The author set out to learn more about his paternal grandfather, Harry Alvin Swartout, and what life was like for a young man who had to choose between pursuing his dreams and serving his country.

I never met my paternal grandfather, Harry Alvin Swartout. He died when my dad was just 12, but I knew two things about him: He fought in World War II and he played minor league baseball. For Memorial Day this year, I decided to finally learn more about my grandfather, and accidentally discovered an entire generation of would-be pro baseball players who sacrificed their shot at the big leagues to fight for America.

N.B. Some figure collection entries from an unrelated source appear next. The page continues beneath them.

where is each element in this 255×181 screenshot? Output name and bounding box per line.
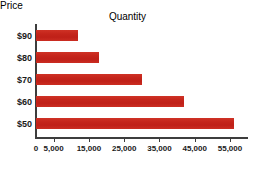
y-tick-label: $90: [2, 31, 32, 41]
y-tick-label: $70: [2, 75, 32, 85]
x-axis-line: [35, 137, 248, 139]
x-tick-label: 25,000: [112, 144, 136, 153]
y-axis-title: Price: [0, 0, 255, 11]
y-tick-label: $50: [2, 119, 32, 129]
x-tick-label: 35,000: [147, 144, 171, 153]
x-tick-label: 0: [34, 144, 38, 153]
x-axis-title: Quantity: [0, 11, 255, 22]
x-tick-mark: [159, 138, 160, 142]
x-tick-mark: [195, 138, 196, 142]
bar-fill: [36, 52, 99, 63]
bar-chart: Price $90$80$70$60$50 05,00015,00025,000…: [0, 0, 255, 181]
x-tick-label: 5,000: [44, 144, 64, 153]
bar-fill: [36, 30, 78, 41]
x-tick-label: 15,000: [77, 144, 101, 153]
x-tick-label: 55,000: [218, 144, 242, 153]
x-tick-mark: [89, 138, 90, 142]
y-tick-label: $60: [2, 97, 32, 107]
bar-price-60: [36, 96, 184, 107]
y-tick-label: $80: [2, 53, 32, 63]
bar-fill: [36, 118, 234, 129]
bar-fill: [36, 96, 184, 107]
x-tick-mark: [124, 138, 125, 142]
x-tick-label: 45,000: [182, 144, 206, 153]
bar-price-80: [36, 52, 99, 63]
bar-fill: [36, 74, 142, 85]
bar-price-70: [36, 74, 142, 85]
x-tick-mark: [230, 138, 231, 142]
bar-price-90: [36, 30, 78, 41]
x-tick-mark: [54, 138, 55, 142]
bar-price-50: [36, 118, 234, 129]
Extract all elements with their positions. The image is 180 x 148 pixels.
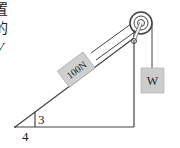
physics-diagram: 置 的 V 3 4 100N W: [0, 0, 180, 148]
pulley: [130, 12, 152, 44]
run-label: 4: [22, 129, 29, 144]
cropped-text-2: 的: [0, 21, 8, 36]
hanging-weight: W: [141, 68, 164, 93]
cropped-text-1: 置: [0, 2, 8, 17]
weight-label: W: [147, 74, 159, 88]
cropped-text-3: V: [0, 39, 6, 54]
rise-label: 3: [38, 112, 45, 127]
incline-vertex: [14, 126, 16, 128]
block-100n: 100N: [57, 52, 95, 87]
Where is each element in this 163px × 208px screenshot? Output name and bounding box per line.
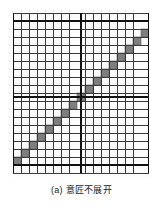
filled-cell bbox=[69, 101, 77, 109]
filled-cell bbox=[61, 109, 69, 117]
filled-cell bbox=[13, 157, 21, 165]
filled-cell bbox=[93, 77, 101, 85]
filled-cell bbox=[21, 149, 29, 157]
point-paper-grid bbox=[13, 13, 149, 177]
filled-cell bbox=[53, 117, 61, 125]
filled-cell bbox=[125, 45, 133, 53]
filled-cell bbox=[117, 53, 125, 61]
filled-cell bbox=[45, 125, 53, 133]
filled-cell bbox=[141, 29, 149, 37]
filled-cell bbox=[133, 37, 141, 45]
filled-cell bbox=[85, 85, 93, 93]
figure-caption: (a) 意匠不展开 bbox=[0, 184, 163, 196]
grid-canvas bbox=[13, 13, 149, 177]
filled-cell bbox=[29, 141, 37, 149]
filled-cell bbox=[101, 69, 109, 77]
figure-container: (a) 意匠不展开 bbox=[0, 0, 163, 208]
filled-cell bbox=[37, 133, 45, 141]
filled-cell bbox=[109, 61, 117, 69]
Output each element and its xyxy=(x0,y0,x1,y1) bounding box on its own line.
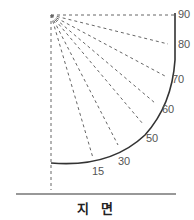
angle-label-60: 60 xyxy=(162,103,174,115)
angle-label-80: 80 xyxy=(178,38,190,50)
angle-label-90: 90 xyxy=(178,8,190,20)
angle-label-30: 30 xyxy=(118,155,130,167)
angle-label-50: 50 xyxy=(146,132,158,144)
angle-label-15: 15 xyxy=(92,165,104,177)
ground-label: 지 면 xyxy=(0,198,194,217)
angle-label-70: 70 xyxy=(172,73,184,85)
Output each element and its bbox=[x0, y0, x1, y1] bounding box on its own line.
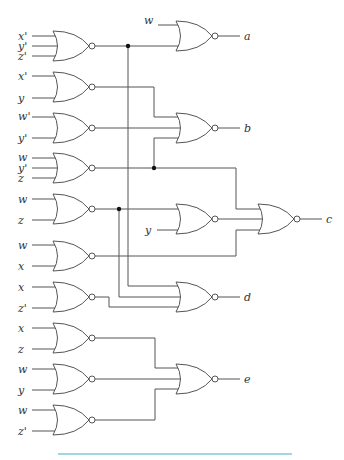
input-label: z bbox=[17, 172, 24, 185]
input-label: w bbox=[18, 193, 28, 206]
nor-gate-m1 bbox=[176, 204, 218, 234]
output-label-a: a bbox=[244, 30, 251, 43]
nor-gate-c bbox=[258, 204, 300, 234]
input-label: x bbox=[18, 281, 25, 294]
input-label: x bbox=[18, 322, 25, 335]
nor-gate-g2 bbox=[53, 72, 95, 102]
nor-gate-a bbox=[176, 21, 218, 51]
input-label: x bbox=[18, 260, 25, 273]
input-gates bbox=[53, 31, 95, 435]
junction-dot bbox=[117, 207, 121, 211]
nor-gate-d bbox=[176, 282, 218, 312]
nor-gate-g5 bbox=[53, 194, 95, 224]
output-label-c: c bbox=[326, 213, 332, 226]
input-label: z' bbox=[17, 425, 27, 438]
output-gates bbox=[176, 21, 300, 394]
input-label: y bbox=[17, 384, 25, 397]
input-label: z bbox=[17, 214, 24, 227]
input-wires bbox=[32, 36, 58, 431]
output-labels: a b c d e bbox=[244, 30, 332, 386]
input-label: z' bbox=[17, 302, 27, 315]
nor-gate-g7 bbox=[53, 282, 95, 312]
junction-dot bbox=[126, 44, 130, 48]
input-label: y' bbox=[17, 132, 27, 145]
nor-gate-b bbox=[176, 113, 218, 143]
input-label: w bbox=[144, 14, 154, 27]
input-label: z bbox=[17, 343, 24, 356]
nor-gate-g9 bbox=[53, 364, 95, 394]
input-labels: x' y' z' x' y w' y' w y' z w z w x x z' … bbox=[17, 14, 154, 438]
input-label: z' bbox=[17, 50, 27, 63]
junction-dot bbox=[152, 166, 156, 170]
output-label-d: d bbox=[244, 291, 251, 304]
nor-gate-e bbox=[176, 364, 218, 394]
output-label-e: e bbox=[244, 373, 251, 386]
input-label: w bbox=[18, 239, 28, 252]
nor-gate-g1 bbox=[53, 31, 95, 61]
input-label: y bbox=[144, 224, 152, 237]
output-label-b: b bbox=[244, 122, 251, 135]
input-label: x' bbox=[18, 70, 27, 83]
nor-gate-g10 bbox=[53, 405, 95, 435]
input-label: w bbox=[18, 363, 28, 376]
nor-gate-g8 bbox=[53, 323, 95, 353]
logic-circuit-diagram: x' y' z' x' y w' y' w y' z w z w x x z' … bbox=[0, 0, 344, 460]
input-label: w bbox=[18, 404, 28, 417]
nor-gate-g4 bbox=[53, 153, 95, 183]
input-label: y bbox=[17, 92, 25, 105]
nor-gate-g3 bbox=[53, 113, 95, 143]
nor-gate-g6 bbox=[53, 241, 95, 271]
input-label: w' bbox=[18, 110, 30, 123]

When my Grandma died a few years back, she left us a trunk filled with smoky, dusty papers and mementos, everything from the 1969 newspaper featuring the moon landing to bowling league membership cards. At the bottom, under a large box of costume jewelry, Grandma had buried Grandpa Harry’s heirlooms, essentially all that was left of his legacy. Harry Alvin would have been 93 this year and all of his close family and everybody he mentioned serving or playing ball with has died. The documents are what we have left.

Before he went to Bethlehem Central High School in Delmar, N.Y., and lettered in baseball, football, basketball, bowling, golf and track, Grandpa played little league ball. The oldest document in the trunk is a picture of the AL pennant-winning 1934 Detroit Tigers. On the back, Harry Alvin wrote a letter to his mother “Dad said I could play ball. Dad said to start home at 5:30, Harry. XXXXX.”

In his junior year of high school, Harry was scouted by Fred Lear of the Pittsburgh Pirates, himself a former MLB player.

He signed with the London Pirates of the Pennsylvania-Ontario-New York league (PONY league for short) and played pro baseball while he was still in school. With 43 leagues nationwide and hundreds of teams, this was a common first step in a professional baseball career. Young hopefuls would sign with their local team and try to attract the attention of a scout, but coming out of school directly into the minor leagues during wartime was a bit different.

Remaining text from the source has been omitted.